Making my way through the DL4P book, realized that macos no longer supports opencl...

sooheon04:12:12

Is there any initiative to add Metal as another backend?

blueberry08:12:52

@sooheon.k I heard that they no longer develop it. Have they removed it completely now? Unfortunately, as macOS is usually used on laptops with underpowered GPUs, I haven't heard of anyone building a bridge to Metal to Java ecosystem, since CPU is as powerful as GPU there while being easier to program. Also, I haven't heard of anyone using Metal for compute, despite Apple pushing it while supressing CUDA and OpenCL.

blueberry08:12:47

@sooheon.k BTW how does the book work for you? Is it reasonably easy to follow?

sooheon08:12:23

@blueberry I'm enjoying the book very much.

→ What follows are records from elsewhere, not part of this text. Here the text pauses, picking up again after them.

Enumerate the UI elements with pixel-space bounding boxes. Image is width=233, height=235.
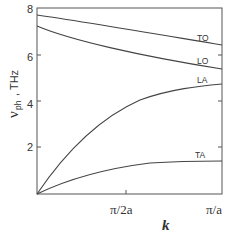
label-lo: LO — [197, 56, 209, 66]
curve-la — [37, 84, 222, 194]
dispersion-chart: 8 6 4 2 ν ph , THz π/2a π/a k TO LO LA T… — [0, 0, 233, 235]
label-to: TO — [197, 33, 209, 43]
y-tick-8: 8 — [27, 3, 33, 15]
y-label-unit: , THz — [8, 70, 20, 96]
x-tick-pi-2a: π/2a — [110, 202, 133, 217]
label-ta: TA — [195, 150, 206, 160]
y-tick-6: 6 — [27, 51, 33, 63]
x-axis-label: k — [162, 217, 170, 233]
curve-ta — [37, 161, 222, 194]
y-axis-label: ν ph , THz — [5, 70, 23, 118]
curve-lo — [37, 26, 222, 69]
y-axis-ticks — [37, 55, 222, 194]
y-tick-2: 2 — [27, 141, 33, 153]
curve-to — [37, 15, 222, 45]
y-label-nu: ν — [5, 111, 21, 118]
x-tick-pi-a: π/a — [206, 202, 222, 217]
label-la: LA — [197, 75, 208, 85]
y-label-sub: ph — [13, 100, 23, 110]
y-tick-4: 4 — [27, 98, 33, 110]
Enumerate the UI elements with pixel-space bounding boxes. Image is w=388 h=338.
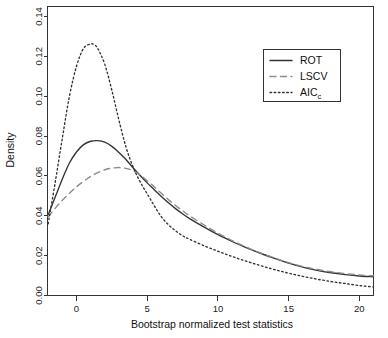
x-tick-label: 20: [354, 303, 365, 314]
x-axis-title: Bootstrap normalized test statistics: [131, 318, 293, 330]
legend-label-subscript: c: [318, 92, 322, 101]
series-curve-rot: [48, 141, 373, 277]
y-axis-title: Density: [4, 132, 16, 168]
y-tick-label: 0.00: [33, 286, 44, 305]
x-tick-label: 10: [213, 303, 224, 314]
y-tick-label: 0.04: [33, 207, 44, 226]
series-curve-lscv: [48, 168, 373, 276]
legend-label-rot: ROT: [300, 54, 323, 66]
y-tick-label: 0.12: [33, 47, 44, 66]
y-tick-label: 0.10: [33, 87, 44, 106]
legend-label-lscv: LSCV: [300, 70, 327, 82]
y-tick-label: 0.02: [33, 246, 44, 265]
legend: ROTLSCVAICc: [264, 50, 341, 102]
density-plot-figure: 0.000.020.040.060.080.100.120.1405101520…: [0, 0, 388, 338]
chart-canvas: 0.000.020.040.060.080.100.120.1405101520…: [0, 0, 388, 338]
y-tick-label: 0.08: [33, 127, 44, 146]
x-tick-label: 15: [283, 303, 294, 314]
y-tick-label: 0.14: [33, 7, 44, 26]
x-tick-label: 0: [74, 303, 79, 314]
x-tick-label: 5: [145, 303, 150, 314]
y-tick-label: 0.06: [33, 167, 44, 186]
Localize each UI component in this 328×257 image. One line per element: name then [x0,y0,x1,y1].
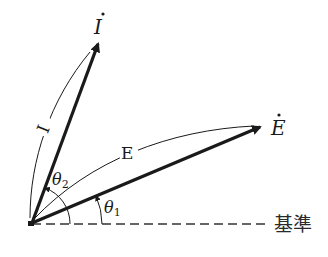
phasor-diagram: I E I E θ2 θ1 基準 [0,0,328,257]
e-vector-arrow [32,127,260,223]
i-vector-label: I [93,15,103,39]
i-vector-dot [101,12,104,15]
theta2-label: θ2 [52,170,69,191]
e-magnitude-arc [34,126,254,219]
e-vector-label: E [270,116,286,140]
e-vector-dot [277,113,280,116]
theta1-angle-arc [96,196,102,224]
theta1-label: θ1 [104,198,121,219]
theta2-angle-arc [45,188,70,224]
reference-label: 基準 [274,213,312,235]
e-magnitude-label: E [121,143,133,163]
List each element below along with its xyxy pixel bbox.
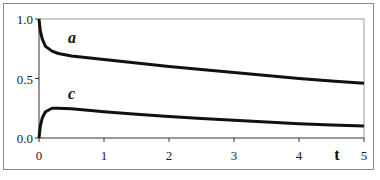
series-c-label: c [68, 85, 75, 102]
x-tick-label: 2 [166, 148, 173, 163]
y-tick-label: 0.0 [17, 131, 33, 146]
x-tick-label: 1 [101, 148, 108, 163]
series-c-line [39, 108, 364, 138]
line-chart: 0123450.00.51.0act [0, 0, 380, 180]
x-axis-label: t [334, 146, 340, 163]
y-tick-label: 1.0 [17, 12, 33, 27]
y-tick-label: 0.5 [17, 72, 33, 87]
x-tick-label: 5 [361, 148, 368, 163]
x-tick-label: 3 [231, 148, 238, 163]
series-a-line [39, 19, 364, 83]
x-tick-label: 4 [296, 148, 303, 163]
x-tick-label: 0 [36, 148, 43, 163]
series-a-label: a [68, 29, 76, 46]
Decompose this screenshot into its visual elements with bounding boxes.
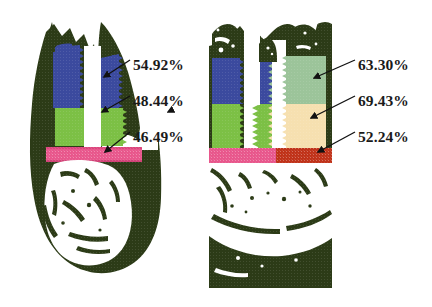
right-specimen bbox=[209, 20, 334, 290]
figure-root: 54.92% 48.44% 46.49% 63.30% 69.43% 52.24… bbox=[0, 0, 432, 307]
right-label-apical: 52.24% bbox=[358, 129, 409, 145]
right-label-coronal: 63.30% bbox=[358, 57, 409, 73]
left-label-coronal: 54.92% bbox=[133, 57, 184, 73]
left-label-middle: 48.44% bbox=[133, 93, 184, 109]
histology-figure bbox=[0, 0, 432, 307]
left-label-apical: 46.49% bbox=[133, 129, 184, 145]
right-label-middle: 69.43% bbox=[358, 93, 409, 109]
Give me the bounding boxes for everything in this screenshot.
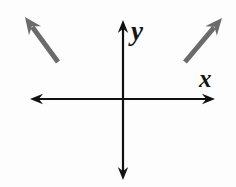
vector-arrow-upper-right (185, 18, 222, 62)
vector-shaft (185, 27, 214, 62)
coordinate-plane-figure: y x (0, 0, 236, 187)
vector-shaft (32, 27, 58, 62)
y-axis-label: y (131, 18, 143, 45)
x-axis-label: x (199, 66, 212, 91)
coordinate-diagram-canvas (0, 0, 236, 187)
vector-arrow-upper-left (25, 17, 58, 62)
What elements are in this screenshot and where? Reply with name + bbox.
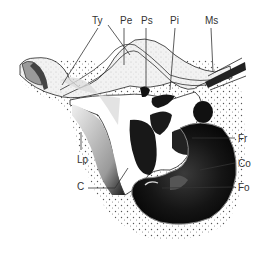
label-ms: Ms	[205, 16, 218, 26]
label-c: C	[77, 182, 84, 192]
label-co: Co	[238, 159, 251, 169]
label-pi: Pi	[170, 16, 179, 26]
label-ty: Ty	[92, 16, 103, 26]
label-fo: Fo	[238, 183, 250, 193]
anatomy-figure	[0, 0, 262, 257]
label-fr: Fr	[238, 134, 247, 144]
label-lp: Lp	[77, 155, 88, 165]
label-pe: Pe	[120, 16, 132, 26]
label-ps: Ps	[141, 16, 153, 26]
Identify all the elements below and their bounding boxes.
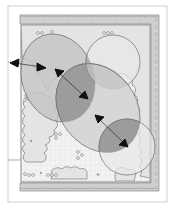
garden-plan-diagram [0,0,175,209]
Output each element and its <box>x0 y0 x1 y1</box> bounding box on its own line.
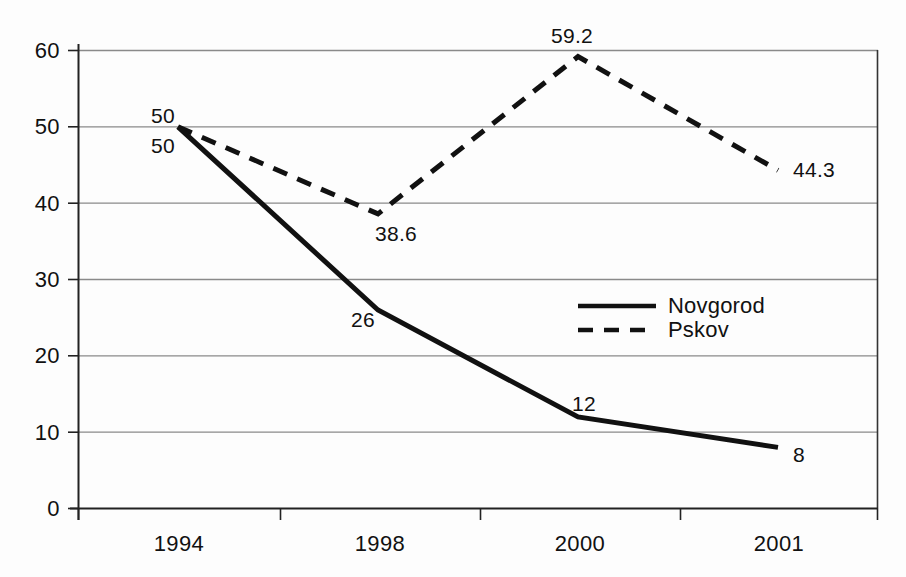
y-axis-ticks <box>68 51 78 509</box>
y-tick-label-30: 30 <box>4 267 60 293</box>
data-label-novgorod-1994: 50 <box>151 104 175 128</box>
y-tick-label-0: 0 <box>4 496 60 522</box>
x-tick-label-1994: 1994 <box>119 531 239 557</box>
chart-canvas <box>0 0 906 577</box>
y-tick-label-50: 50 <box>4 114 60 140</box>
data-label-novgorod-2000: 12 <box>572 392 596 416</box>
legend-item-pskov: Pskov <box>668 317 729 343</box>
data-label-pskov-2001: 44.3 <box>793 158 835 182</box>
x-tick-label-1998: 1998 <box>320 531 440 557</box>
y-tick-label-10: 10 <box>4 420 60 446</box>
x-tick-label-2001: 2001 <box>719 531 839 557</box>
data-label-pskov-1994: 50 <box>151 134 175 158</box>
x-axis-ticks <box>79 508 878 520</box>
data-label-pskov-2000: 59.2 <box>551 24 593 48</box>
y-tick-label-20: 20 <box>4 343 60 369</box>
data-label-novgorod-1998: 26 <box>351 308 375 332</box>
data-label-novgorod-2001: 8 <box>793 443 805 467</box>
legend-item-novgorod: Novgorod <box>668 293 765 319</box>
line-chart: 60 50 40 30 20 10 0 1994 1998 2000 2001 … <box>0 0 906 577</box>
data-label-pskov-1998: 38.6 <box>375 222 417 246</box>
y-tick-label-60: 60 <box>4 38 60 64</box>
x-tick-label-2000: 2000 <box>520 531 640 557</box>
y-tick-label-40: 40 <box>4 191 60 217</box>
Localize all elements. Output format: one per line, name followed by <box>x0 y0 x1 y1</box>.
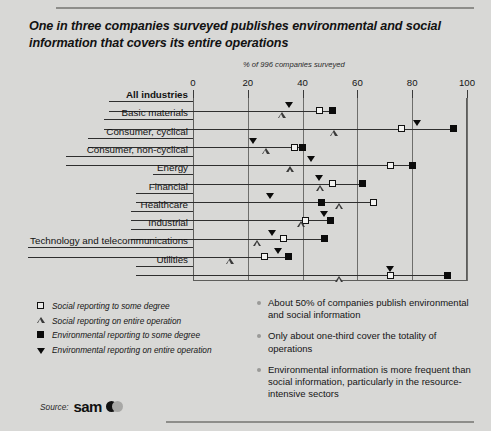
chart-row: Industrial <box>0 217 491 235</box>
category-label-consumer-cyclical: Consumer, cyclical <box>0 126 193 138</box>
x-tick-label-20: 20 <box>242 77 253 88</box>
category-underline <box>131 211 193 212</box>
insight-text: About 50% of companies publish environme… <box>268 297 469 320</box>
triangle-filled-icon <box>37 346 45 352</box>
slide-root: One in three companies surveyed publishe… <box>0 0 491 431</box>
legend-label: Social reporting to some degree <box>52 301 170 311</box>
category-underline <box>136 266 193 267</box>
chart-row: Technology and telecommunications <box>0 235 491 253</box>
category-label-financial: Financial <box>0 181 193 193</box>
chart-row: Financial <box>0 181 491 199</box>
chart-row: Consumer, non-cyclical <box>0 144 491 162</box>
chart-row: Utilities <box>0 254 491 272</box>
insight-item: Only about one-third cover the totality … <box>256 330 471 354</box>
chart-canvas: % of 996 companies surveyed 020406080100… <box>0 0 491 300</box>
legend-label: Social reporting on entire operation <box>52 316 181 326</box>
bullet-dot-icon <box>257 368 261 372</box>
chart-legend: Social reporting to some degreeSocial re… <box>35 299 250 357</box>
category-underline <box>88 138 193 139</box>
category-underline <box>104 119 193 120</box>
category-underline <box>109 101 193 102</box>
category-underline <box>66 156 193 157</box>
legend-item-square-open[interactable]: Social reporting to some degree <box>35 299 250 314</box>
category-label-utilities: Utilities <box>0 254 193 266</box>
category-underline <box>136 193 193 194</box>
insight-text: Environmental information is more freque… <box>268 364 471 399</box>
category-label-consumer-non-cyclical: Consumer, non-cyclical <box>0 144 193 156</box>
insight-item: About 50% of companies publish environme… <box>256 297 471 321</box>
chart-row: Healthcare <box>0 199 491 217</box>
insight-list: About 50% of companies publish environme… <box>256 297 471 409</box>
legend-label: Environmental reporting to some degree <box>52 330 200 340</box>
insight-item: Environmental information is more freque… <box>256 364 471 401</box>
sam-logo-text: sam <box>74 399 102 414</box>
category-label-healthcare: Healthcare <box>0 199 193 211</box>
category-label-all-industries: All industries <box>0 89 193 101</box>
row-connector-line <box>136 275 447 276</box>
x-tick-label-60: 60 <box>352 77 363 88</box>
datapoint-square-open-utilities[interactable] <box>387 272 394 279</box>
triangle-open-icon <box>37 317 45 323</box>
insight-text: Only about one-third cover the totality … <box>268 330 436 353</box>
square-filled-icon <box>37 331 44 338</box>
square-open-icon <box>37 302 44 309</box>
chart-row: Consumer, cyclical <box>0 126 491 144</box>
datapoint-triangle-open-utilities[interactable] <box>335 276 343 282</box>
category-label-industrial: Industrial <box>0 217 193 229</box>
legend-item-triangle-open[interactable]: Social reporting on entire operation <box>35 314 250 329</box>
legend-item-triangle-filled[interactable]: Environmental reporting on entire operat… <box>35 343 250 358</box>
category-underline <box>131 229 193 230</box>
category-underline <box>153 174 193 175</box>
source-label: Source: <box>40 402 69 412</box>
chart-row: Energy <box>0 162 491 180</box>
datapoint-triangle-filled-utilities[interactable] <box>386 266 394 272</box>
axis-subtitle: % of 996 companies surveyed <box>243 60 345 69</box>
chart-row: All industries <box>0 89 491 107</box>
x-tick-label-40: 40 <box>297 77 308 88</box>
bullet-dot-icon <box>257 334 261 338</box>
bottom-divider <box>166 421 474 423</box>
category-underline <box>28 247 193 248</box>
source-line: Source: sam <box>40 399 125 414</box>
sam-circles-logo-icon <box>106 400 125 413</box>
datapoint-square-filled-utilities[interactable] <box>444 272 451 279</box>
legend-label: Environmental reporting on entire operat… <box>52 345 212 355</box>
x-tick-label-0: 0 <box>190 77 195 88</box>
category-label-technology-and-telecommunications: Technology and telecommunications <box>0 235 193 247</box>
category-label-energy: Energy <box>0 162 193 174</box>
x-tick-label-100: 100 <box>459 77 475 88</box>
x-tick-label-80: 80 <box>407 77 418 88</box>
legend-item-square-filled[interactable]: Environmental reporting to some degree <box>35 328 250 343</box>
category-label-basic-materials: Basic materials <box>0 107 193 119</box>
bullet-dot-icon <box>257 301 261 305</box>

I tried to get into it a while back, had trouble understanding the stack, went away to land of python for a few months and now am seeing the reasoning behind things like how you build up the FullyConnectedInference type and its protocols.

sooheon09:12:52

as for opencl, the latest macbook pro is not on this list (https://support.apple.com/en-us/HT202823), and I'm getting CL_BUILD_PROGRAM_FAILURE trying to make a opencl-float factory. The gpus on the latest mbps are pretty solid, and I got the 8g version on the off chance that AMD for dl story improves in the next couple years (I've been hearing about ROCm as well)

sooheon09:12:41

dependign on how difficult you think the metal support would be, and whether you have time to mentor, I would be willing to volunteer time to learn your other implementations and help out if I can

blueberry09:12:49

@sooheon.k Thanks. Please feel free to share your experience and challenges, so I can improve parts that can be better. As for OpenCL, ROCm does support it, but I don't believe they support macOS. Even CUDA is being kicked off. Regarding the Metal thing, it might be feasible, and I'd be glad to mentor you on that path. Currently, I think the best bet would be to create Metal Java API based on javacpp (https://github.com/bytedeco/javacpp-presets/). This is not that difficult once one is comfortable with javacpp, but that is a high bar that requires at least familiarity with C++ and good control of low-ish level Java. With such API, creating ClojureMetal and the backend for Neanderthal would be lots of work but not that hard since it would be a direct port of existing engines, so the blueprint is there.

blueberry09:12:22

@sooheon.k An alternative is REPL over a ssh connection to a Linux machine with a good gpu, if you have access to one...

sooheon09:12:50

Thanks, yeah I will share more as I work through the book. Sad to hear there is not Metal Java API already, a little googling found this (https://mail.openjdk.java.net/pipermail/announce/2019-July/000271.html) but it's not public 😞.

sooheon09:12:16

@blueberry That's a good point, that's how I currently do my python workflow.

sooheon09:12:04

Intellij has a remote python repl functionality that is pretty seamless, I'll check to see if there's a way to make something similar for cursive repls, I think there might be

blueberry09:12:38

I'd be cautious with Java initiatives for this or that. If they had anything, they'd probably release at least a demo or hello world, or something like that...

sooheon09:12:14

yeah, Java and C++ is too many new things for me, I think it'd be better time spent experimenting on new nn architectures built on neanderthal

blueberry09:12:23

In Clojure, that should be even easier. If you have a ssh access to your machine, start your REPL there, and you can access remotely as if on the same machine, just knowing the IP address in your local network and the port number. That should not even be dependent on the specific editor that you use.